Vartanian, a banking lawyer in Washington who was hired by FirstFed in October, said he was surprised to see the thrift go down while it still had relatively high capital levels.

“It’s very unusual,” he said.

Biase, meanwhile, was more direct: “I can only assume and hope that it was closed for legitimate reasons, but I can’t think of legitimate reasons.”

To some, though, FirstFed’s closure was long overdue.

Regulators have handled more than 200 bank failures since the beginning of 2008, and there are another 702 institutions in danger of failing on the FDIC’s private list of troubled banks.

Whether FirstFed could have survived will never be known, but the FDIC has too much on its plate, some say, to allow a troubled institution to further weaken the industry.

“The regulatory system had been basically giving (FirstFed) a chance for the last two years and it’s just not working,” said Santiago of Institutional Risk Analytics.

Many have suggested that regulators want fewer, stronger institutions.

Santiago noted that regulators “are being more aggressive in certain cases now. They’re cleaning out the banks that are on the weak side of the system.”

OneWest, which pledged to keep most workers for 90 days, began laying off former FirstFed employees this month.

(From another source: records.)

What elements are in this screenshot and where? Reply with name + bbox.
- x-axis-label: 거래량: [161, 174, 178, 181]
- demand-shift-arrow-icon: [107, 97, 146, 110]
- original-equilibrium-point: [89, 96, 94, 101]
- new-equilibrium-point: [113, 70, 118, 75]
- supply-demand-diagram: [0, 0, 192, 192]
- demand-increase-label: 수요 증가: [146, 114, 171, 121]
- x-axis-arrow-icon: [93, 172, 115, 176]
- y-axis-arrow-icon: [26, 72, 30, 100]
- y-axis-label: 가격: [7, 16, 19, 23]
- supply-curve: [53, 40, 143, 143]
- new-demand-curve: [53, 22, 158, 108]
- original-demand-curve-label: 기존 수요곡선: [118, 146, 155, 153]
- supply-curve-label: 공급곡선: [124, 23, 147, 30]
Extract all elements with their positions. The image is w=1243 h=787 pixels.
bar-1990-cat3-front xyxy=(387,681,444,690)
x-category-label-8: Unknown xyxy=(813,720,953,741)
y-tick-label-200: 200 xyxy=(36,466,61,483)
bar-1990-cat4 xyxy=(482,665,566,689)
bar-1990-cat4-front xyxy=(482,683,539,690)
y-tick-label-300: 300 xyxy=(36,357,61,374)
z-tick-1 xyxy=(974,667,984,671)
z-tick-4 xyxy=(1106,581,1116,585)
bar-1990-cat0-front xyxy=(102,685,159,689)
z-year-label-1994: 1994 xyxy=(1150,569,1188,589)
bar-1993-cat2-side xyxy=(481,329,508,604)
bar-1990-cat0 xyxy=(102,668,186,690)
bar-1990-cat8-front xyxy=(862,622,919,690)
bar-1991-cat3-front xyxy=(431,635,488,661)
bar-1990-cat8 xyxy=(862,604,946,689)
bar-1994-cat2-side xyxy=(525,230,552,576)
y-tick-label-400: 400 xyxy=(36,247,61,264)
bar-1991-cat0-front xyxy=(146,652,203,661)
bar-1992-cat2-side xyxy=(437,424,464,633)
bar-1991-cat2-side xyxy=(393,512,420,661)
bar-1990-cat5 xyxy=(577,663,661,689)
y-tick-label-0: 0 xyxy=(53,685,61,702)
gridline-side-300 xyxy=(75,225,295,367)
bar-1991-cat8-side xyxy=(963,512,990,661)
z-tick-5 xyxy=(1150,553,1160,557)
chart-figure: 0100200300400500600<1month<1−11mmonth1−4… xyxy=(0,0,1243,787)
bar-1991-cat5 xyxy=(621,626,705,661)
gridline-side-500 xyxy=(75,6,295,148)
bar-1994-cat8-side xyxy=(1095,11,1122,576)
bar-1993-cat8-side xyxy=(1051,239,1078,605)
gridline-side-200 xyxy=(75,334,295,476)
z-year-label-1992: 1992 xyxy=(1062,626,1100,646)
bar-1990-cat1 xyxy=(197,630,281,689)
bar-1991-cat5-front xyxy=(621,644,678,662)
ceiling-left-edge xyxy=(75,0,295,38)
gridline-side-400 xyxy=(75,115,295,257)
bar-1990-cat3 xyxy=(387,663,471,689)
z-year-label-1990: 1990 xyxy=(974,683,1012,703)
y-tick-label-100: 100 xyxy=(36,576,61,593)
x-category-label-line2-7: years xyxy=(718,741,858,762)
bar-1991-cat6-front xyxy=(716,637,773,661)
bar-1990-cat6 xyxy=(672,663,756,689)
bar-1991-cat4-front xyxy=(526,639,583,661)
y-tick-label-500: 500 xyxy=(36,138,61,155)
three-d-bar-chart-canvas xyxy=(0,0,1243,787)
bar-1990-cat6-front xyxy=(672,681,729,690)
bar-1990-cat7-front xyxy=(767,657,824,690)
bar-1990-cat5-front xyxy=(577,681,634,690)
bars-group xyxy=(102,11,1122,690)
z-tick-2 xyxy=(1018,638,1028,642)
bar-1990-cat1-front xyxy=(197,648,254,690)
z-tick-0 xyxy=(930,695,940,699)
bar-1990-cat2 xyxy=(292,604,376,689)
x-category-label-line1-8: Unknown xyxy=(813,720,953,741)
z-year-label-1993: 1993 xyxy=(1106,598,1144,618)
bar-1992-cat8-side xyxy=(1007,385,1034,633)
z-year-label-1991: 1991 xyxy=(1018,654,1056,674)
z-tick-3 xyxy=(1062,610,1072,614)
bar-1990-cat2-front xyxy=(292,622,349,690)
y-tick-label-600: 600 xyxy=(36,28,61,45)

OneWest confirmed that about 50 former FirstFed employees, approximately 10 percent, were laid off in the past few weeks, though Mnuchin said efforts were made to retain as many employees as possible.

Within the next 45 days, the institution expects to replace the FirstFed signs at the branches across town with OneWest’s circular yellow logo.

As FirstFed’s legacy is scrubbed from the new institution, some are bemoaning the loss of a community-focused bank – one that had been a local stalwart since before most were even born – in favor of an institution with larger aspirations.

“It’s very sad,” said Councilman Holbrook. “I was a customer and a stockholder. I know literally a dozen people at least who have primary home mortgages with them. And unfortunately, I know people who were working there until the day that it failed.”